As hobbies go, astrophotography has murderously high barriers to entry in terms of equipment costs and skill, and the money and time required to acquire each. Fortunately there’s an exception. Taking pictures of the Moon requires neither specialized equipment or skill: my first photo of the Moon was taken with an entry-level digital SLR and a telephoto zoom lens, and people have used smartphones to take decent photos of the Moon through the eyepiece of a telescope.
From that first shot I graduated to prime focus lunar photography, using adapters to connect my SLR to a telescope, making that telescope essentially a gigantic telephoto lens. Here’s an album of those prime focus photos.
But those aren’t the only ways to shoot the Moon, as Nicolas Dupont-Bloch demonstrates in his magisterial new book out this week from Cambridge University Press, which is coincidentally called Shoot the Moon: A Complete Guide to Lunar Imaging.
Let me say at the outset that beginners should stay as far away from this book as possible (they should start with the advice in The Backyard Astronomer’s Guide). This is a comprehensive reference that covers every available way for amateurs to capture lunar imagery with their own equipment, and it does so in a systematic fashion. In method it’s not at all dissimilar from Michael Covington’s Digital SLR Astrophotography (from the same publisher), but for some reason I found the Covington easier to follow than the Dupont-Bloch.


## YOUR TASK
Find "Image is 644x309 pixels." in the material below, then write out that line and every line after it exactly, ending with the last one; skip the pictures.
::::::::
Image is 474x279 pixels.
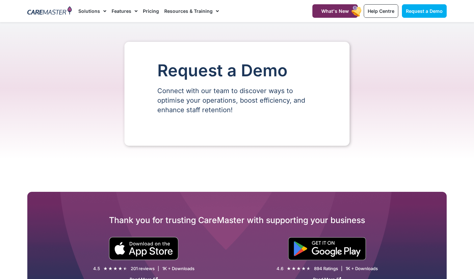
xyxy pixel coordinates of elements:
[297,265,301,272] i: ★
[406,8,443,14] span: Request a Demo
[93,266,100,272] div: 4.5
[118,265,122,272] i: ★
[109,237,179,260] img: small black download on the apple app store button.
[364,4,398,18] a: Help Centre
[103,265,127,272] div: 4.5/5
[287,265,291,272] i: ★
[368,8,394,14] span: Help Centre
[321,8,349,14] span: What's New
[108,265,113,272] i: ★
[301,265,306,272] i: ★
[288,237,366,260] img: "Get is on" Black Google play button.
[27,215,447,225] h2: Thank you for trusting CareMaster with supporting your business
[292,265,296,272] i: ★
[276,266,283,272] div: 4.6
[402,4,447,18] a: Request a Demo
[113,265,118,272] i: ★
[103,265,108,272] i: ★
[157,86,317,115] p: Connect with our team to discover ways to optimise your operations, boost efficiency, and enhance...
[131,266,195,272] div: 201 reviews | 1K + Downloads
[27,6,72,16] img: CareMaster Logo
[314,266,378,272] div: 894 Ratings | 1K + Downloads
[157,62,317,80] h1: Request a Demo
[287,265,311,272] div: 4.6/5
[123,265,127,272] i: ★
[306,265,311,272] i: ★
[312,4,358,18] a: What's New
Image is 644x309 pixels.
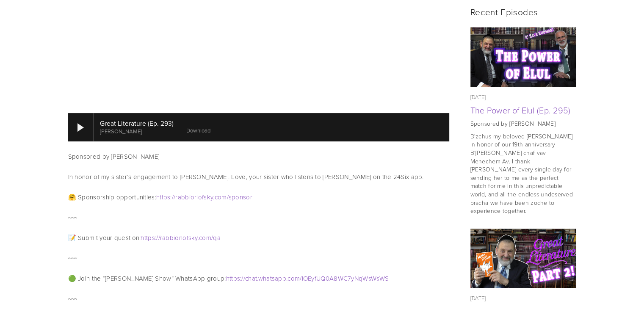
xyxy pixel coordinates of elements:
::::::::
## THE ANSWER
Image is 644x309 pixels.
xyxy pixel coordinates of elements:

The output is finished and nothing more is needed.